As a student, I am not your employee. I am your client. I am one of ~30 clients in the class and I shouldn't act too demanding, but I am not your employee.

Bruce, you are aware that via your comment you just told your students, your adult grad school students, to "go F' themselves"?

Posted by: EvilDave | Sep 23, 2008 9:29:39 PM

She's the one that is a fraud. She obviously has no ethics and her license to practice should be pulled.
She doesn't need it now that she has sold out to FOX anyway. She makes a laughing stock of higher education and she makes it harder on educators who hold students to standards before getting an A.
She's a loser of the first magnitude.

Posted by: Loretta | Sep 23, 2008 1:04:19 PM

Sounds like Greta Van Susteren has a soft heart in that grades are "to" important. Grades shouldn't be based on such things but points earned. I.E. show up (no different then being at work regularly), Class participation (no different than a group or team effort at an employer), workmanship (quality of work), and of course the biggy - what do you know.

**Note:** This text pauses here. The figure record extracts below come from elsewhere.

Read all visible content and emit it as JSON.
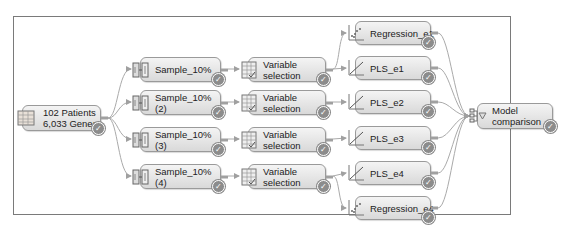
{
  "diagram": {
    "nodes": [
      {
        "id": "source",
        "label": "102 Patients\n6,033 Genes",
        "icon": "data-table-icon",
        "status": "completed"
      },
      {
        "id": "sample1",
        "label": "Sample_10%",
        "icon": "sample-icon",
        "status": "completed"
      },
      {
        "id": "sample2",
        "label": "Sample_10%\n(2)",
        "icon": "sample-icon",
        "status": "completed"
      },
      {
        "id": "sample3",
        "label": "Sample_10%\n(3)",
        "icon": "sample-icon",
        "status": "completed"
      },
      {
        "id": "sample4",
        "label": "Sample_10%\n(4)",
        "icon": "sample-icon",
        "status": "completed"
      },
      {
        "id": "varsel1",
        "label": "Variable\nselection",
        "icon": "variable-selection-icon",
        "status": "completed"
      },
      {
        "id": "varsel2",
        "label": "Variable\nselection",
        "icon": "variable-selection-icon",
        "status": "completed"
      },
      {
        "id": "varsel3",
        "label": "Variable\nselection",
        "icon": "variable-selection-icon",
        "status": "completed"
      },
      {
        "id": "varsel4",
        "label": "Variable\nselection",
        "icon": "variable-selection-icon",
        "status": "completed"
      },
      {
        "id": "reg_e1",
        "label": "Regression_e1",
        "icon": "regression-icon",
        "status": "completed"
      },
      {
        "id": "pls_e1",
        "label": "PLS_e1",
        "icon": "pls-icon",
        "status": "completed"
      },
      {
        "id": "pls_e2",
        "label": "PLS_e2",
        "icon": "pls-icon",
        "status": "completed"
      },
      {
        "id": "pls_e3",
        "label": "PLS_e3",
        "icon": "pls-icon",
        "status": "completed"
      },
      {
        "id": "pls_e4",
        "label": "PLS_e4",
        "icon": "pls-icon",
        "status": "completed"
      },
      {
        "id": "reg_e4",
        "label": "Regression_e4",
        "icon": "regression-icon",
        "status": "completed"
      },
      {
        "id": "modelcomp",
        "label": "Model\ncomparison",
        "icon": "model-comparison-icon",
        "status": "completed"
      }
    ],
    "edges": [
      [
        "source",
        "sample1"
      ],
      [
        "source",
        "sample2"
      ],
      [
        "source",
        "sample3"
      ],
      [
        "source",
        "sample4"
      ],
      [
        "sample1",
        "varsel1"
      ],
      [
        "sample2",
        "varsel2"
      ],
      [
        "sample3",
        "varsel3"
      ],
      [
        "sample4",
        "varsel4"
      ],
      [
        "varsel1",
        "reg_e1"
      ],
      [
        "varsel1",
        "pls_e1"
      ],
      [
        "varsel2",
        "pls_e2"
      ],
      [
        "varsel3",
        "pls_e3"
      ],
      [
        "varsel4",
        "pls_e4"
      ],
      [
        "varsel4",
        "reg_e4"
      ],
      [
        "reg_e1",
        "modelcomp"
      ],
      [
        "pls_e1",
        "modelcomp"
      ],
      [
        "pls_e2",
        "modelcomp"
      ],
      [
        "pls_e3",
        "modelcomp"
      ],
      [
        "pls_e4",
        "modelcomp"
      ],
      [
        "reg_e4",
        "modelcomp"
      ]
    ],
    "status_check_glyph": "✓",
    "colors": {
      "border": "#7a7a7a",
      "node_border": "#9a9a9a",
      "link": "#a8a8a8",
      "check": "#8c8c8c"
    }
  }
}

Posted by: Bruce | Sep 23, 2008 10:38:17 AM

It sounds like Greta Van Susteren's grading was a fraud -- not that law school grading in general is a fraud. Those of us who teach for a living, as well as adjuncts who take their teaching responsibilities more seriously than Ms. Van Susteren (and, apparently, her colleagues -- one of whom admits that the only check on his desire to give "A"s to almost all of his students at American was poor class participation, while the other suggests that cheating is the only legitimate reason for not awarding high grades), know how to write and grade exams that can differentiate students' performance for the purpose of assigning grades. She also admits to routinely ignoring suggested or mandatory curves. I agree with her that grades -- particularly grades at a top 15 law school like Georgetown -- are overemphasized. I find amusing her notion that giving Georgetown law students less than an "A" might "ruin their lives."